"I paid six buck for this?"

As the still-unfolding recession leads to a disturbing preponderance of PhD’s working at Subway, there is one increasingly infuriating bright spot of iron-clad job security: the op/ed page of your local newspaper.  Once upon a time, the op/ed page became my favorite part of the newspaper; as the third kid out of four, I seldom got first crack at the comics most mornings, but that page had cartoons, too, and Mike Royko and Art Buchwald were a lot funnier than, say, “Family Circus,” to boot.

When The Oregonian gobbled up its more liberal afternoon counterpart, The Oregon Journal, it (temporarily) assuaged Journal readers by expanding the op/ed page to four (!), and the comics to two.   This gave me even more time to branch out into Mary McGrory, Flora Lewis, Jack Anderson, Anthony Lewis, James Reston, and many other talented writers from all sides of the political spectrum, all of whom had worked long and hard in the practice of actual journalism before landing in the catbird seat, where they could write about whatever they wanted each day, and make a good living in so doing.
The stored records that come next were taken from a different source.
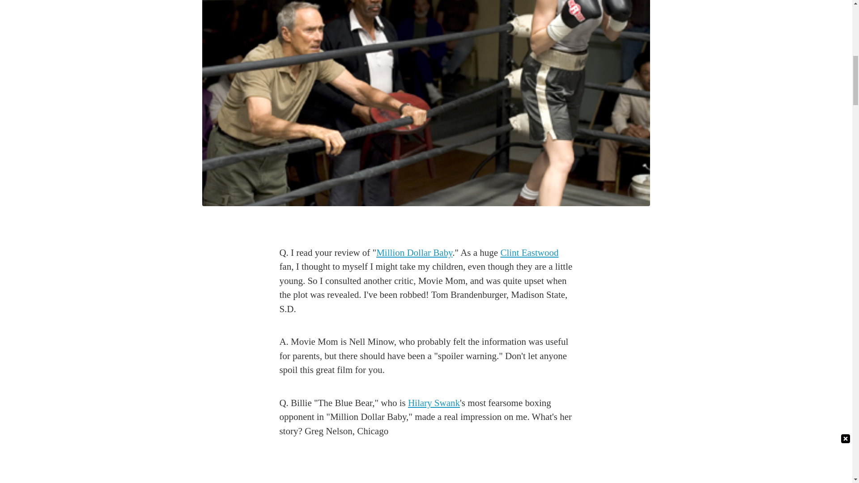  Describe the element at coordinates (434, 403) in the screenshot. I see `Hilary Swank` at that location.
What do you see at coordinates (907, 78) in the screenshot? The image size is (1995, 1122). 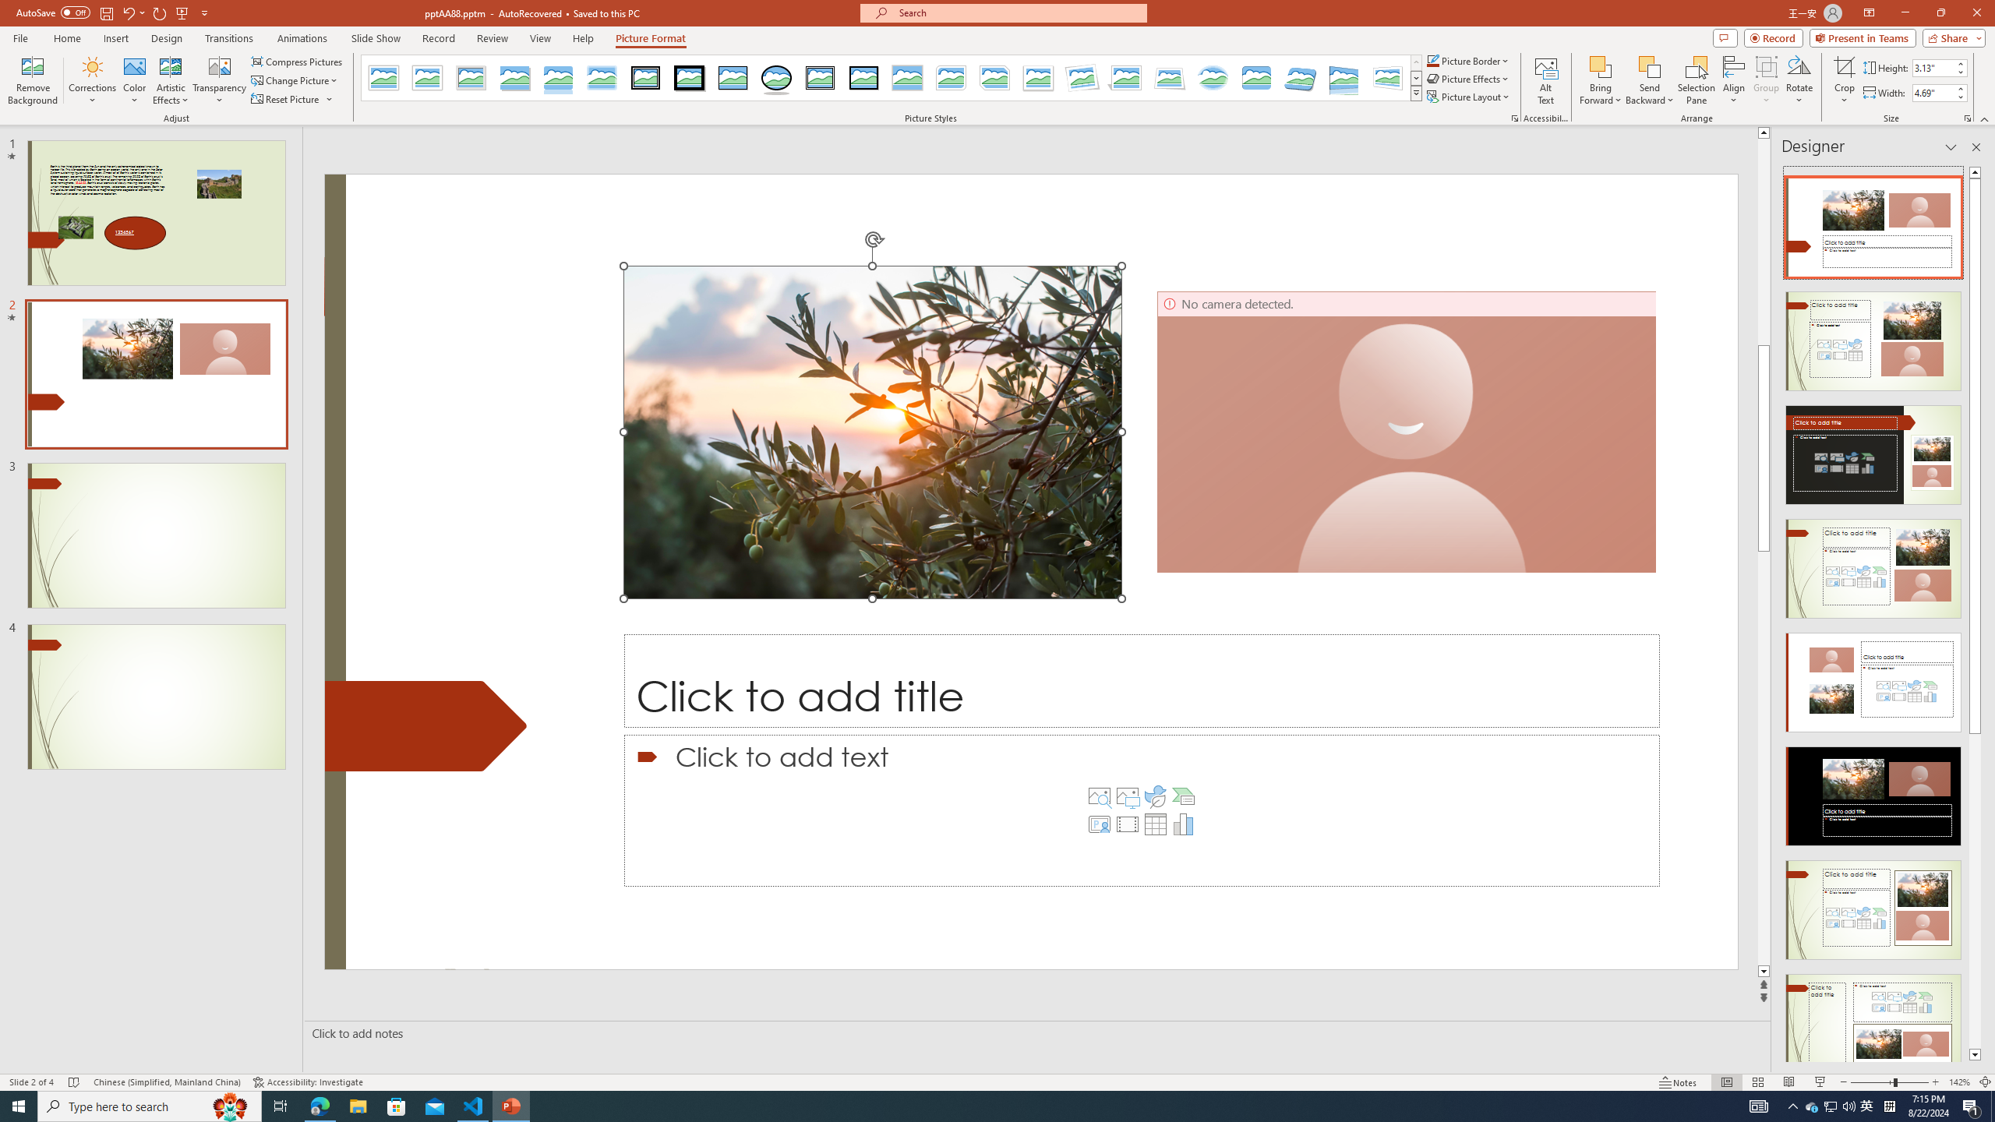 I see `Center Shadow Rectangle` at bounding box center [907, 78].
In high school, I gladly gave up the stiff competition for the editorial slots on the school paper in favor of writing a column of my own, and when I went to University of Oregon to pursue a degree in journalism, my fondest hope was that if I worked hard, someday I’d have a space of my own on that page, even if it was in Grants Pass, or worse.
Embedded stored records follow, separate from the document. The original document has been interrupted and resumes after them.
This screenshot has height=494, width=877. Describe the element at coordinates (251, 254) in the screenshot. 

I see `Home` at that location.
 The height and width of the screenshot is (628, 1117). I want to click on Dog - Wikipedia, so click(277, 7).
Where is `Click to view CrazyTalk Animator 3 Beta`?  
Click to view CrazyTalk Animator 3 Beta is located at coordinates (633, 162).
Sadly, by the early 80′s, the supposedly highly-regarded Journalism School at UO was already morphing into an intellectual backwater where a few aspiring hippies who actually wanted to write were inundated with a tidal wave of sorority types more interested in advertising or public relations, and the whole experience was so dispiriting I switched to History and basically gave up on writing as a career.  Best. Decision. Ever.

Of course, had I been either a right-wing shill or a “liberal” whose chief passion was slamming liberals, today I’d not only be overpaid for typing utter nonsense, but I’d be having makeup applied on my surgically enhanced mug in a comfy green room each Sunday morning, like the cranks and buffoons who clutter those pages today.

I could be George Will, airily dismissing Climate Change as “summer,”  Maureen Dowd, cattily calling Hillary Clinton a harridan for the eight thousandth time, David Brooks with my vast spaces for entertaining, Tom Friedman, serially pretending to find deep insight from the world’s cab drivers, or Rich Lowry, trying in vain to find my ass with both hands and a flashlight.  And, despite (or as Glenn Greenwald would point out, because of) being catastrophically wrong and insultingly unreadable, I could type away into doddering but luxurious old age.

Worst of all, my pathetically uninteresting musings would appear in every dying newspaper in the country; the talent pool having been drained dry by corporate bean-counters firing the aspiring competition faster than you can say “core competencies.”

To be fair, among liberal op/ed writers, there still remain a few able and even entertaining writers on the dead tree side of journalism: Harold Meyerson at the WaPoo, Paul Krugman at the NYT, and even a few new entrants like Greg Sargent and David Sirota, but the fact remains that Robert Scheer was dumped at the Los Angeles Times to make room for Jonah Goldberg, for Pete’s sake.  And for every Dave Weigel or Ezra Klein who cannily moves on to better things, there’s a dozen Robert Samuelsons and David Ignatius’ eager to warm their deck chairs on the Titanic of American journalism for the ride to the bottom.

When the epitaph for American democracy is written, the op/ed page of the daily newspaper may as well be on the tombstone.